The sorceress’s eyebrows vanished up into her headcloth, and Rap sensed amusement. “Well! I’m Rasha aq’Inim, Sultana of Arakkaran.”

“Oh!” The princess thawed at once and smiled, “How nice that you can join us, your Majesty!”

A sultana was a Majesty?

The self-styled queen laughed coarsely. “My pleasure entirely. Do excuse me just dropping in like this, without formal invitation and all.”

“I only wish we could offer you proper hospitality.”

“Oh, I quite understand! You’ll excuse me a moment?”

She pulled off her head covering to reveal hair of a dark-red hue, its magnificent gleaming waves cunningly held by combs of silver and mother-of-pearl. Her gown was of much lighter, sheerer material than Rap had realized, and it sparkled with many jewels.

How had he failed to notice those earlier?

This astonishing sultana glanced coyly around the great circular chamber, dirty and cold and lighted only by an opalescent glow from the magic casement, and then she dropped her veil. She was much younger than Rap had realized, and of no race that he had ever met. Her skin, like her glorious hair, was a deep ruddy shade, her nose high-prowed and arrogant. She was not conventionally beautiful, perhaps, and past her first youth, but a magnificent, statuesque woman, with an air of power, and mystery, and, yes! —beauty! Certainly beauty—a stunning woman!

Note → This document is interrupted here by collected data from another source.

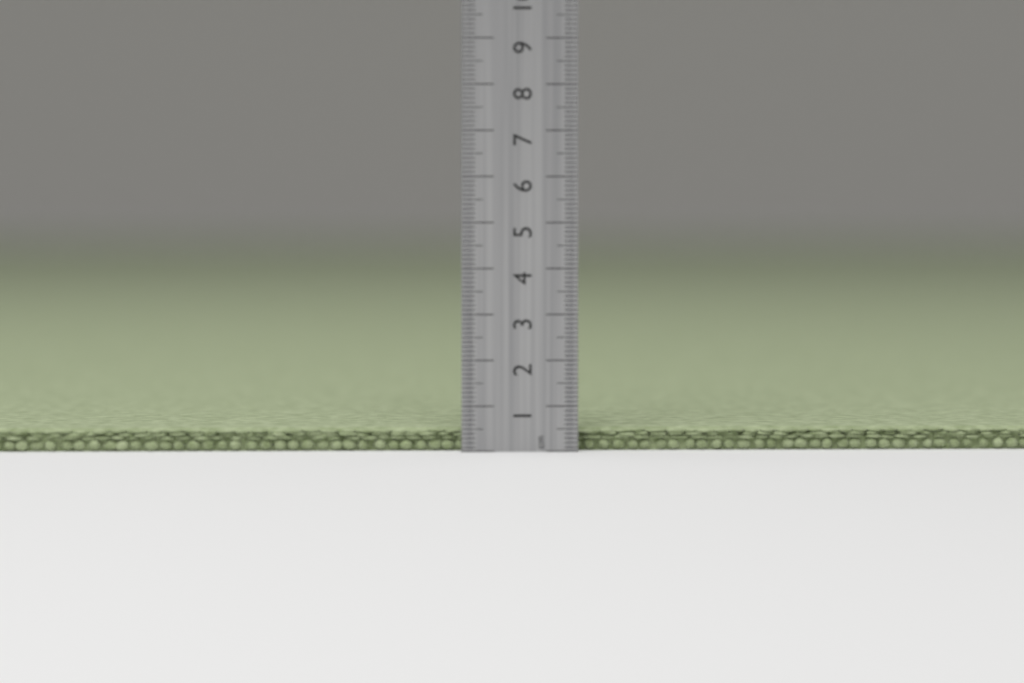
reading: 0.5 cm
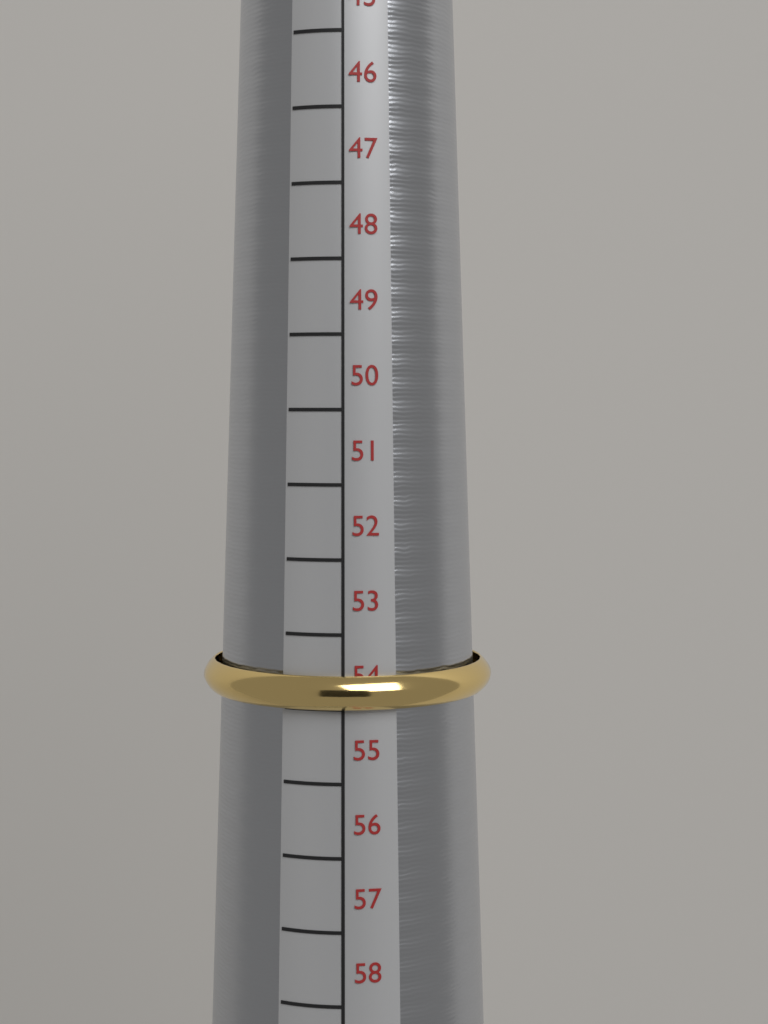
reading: 54 mm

Princess Kadolan said, “Oh!” again, faintly, and then rallied. “I am sorry to say that you find us in rather a state of confusion, your Majesty.”

Sultana Rasha glanced at the petrified arm protruding through the door. “I noticed. The lower orders can be tiresome at times, can they not?”

“Indeed they can. May I present my niece, Pri—Queen Inosolan?”

The sorceress glanced across at Inos and seemed to disapprove. Rap, at her side, tried to maintain a stern, warning expression, as if he were truly a protector, but he was struggling against a craven yearning to smile at the beguiling young Rasha.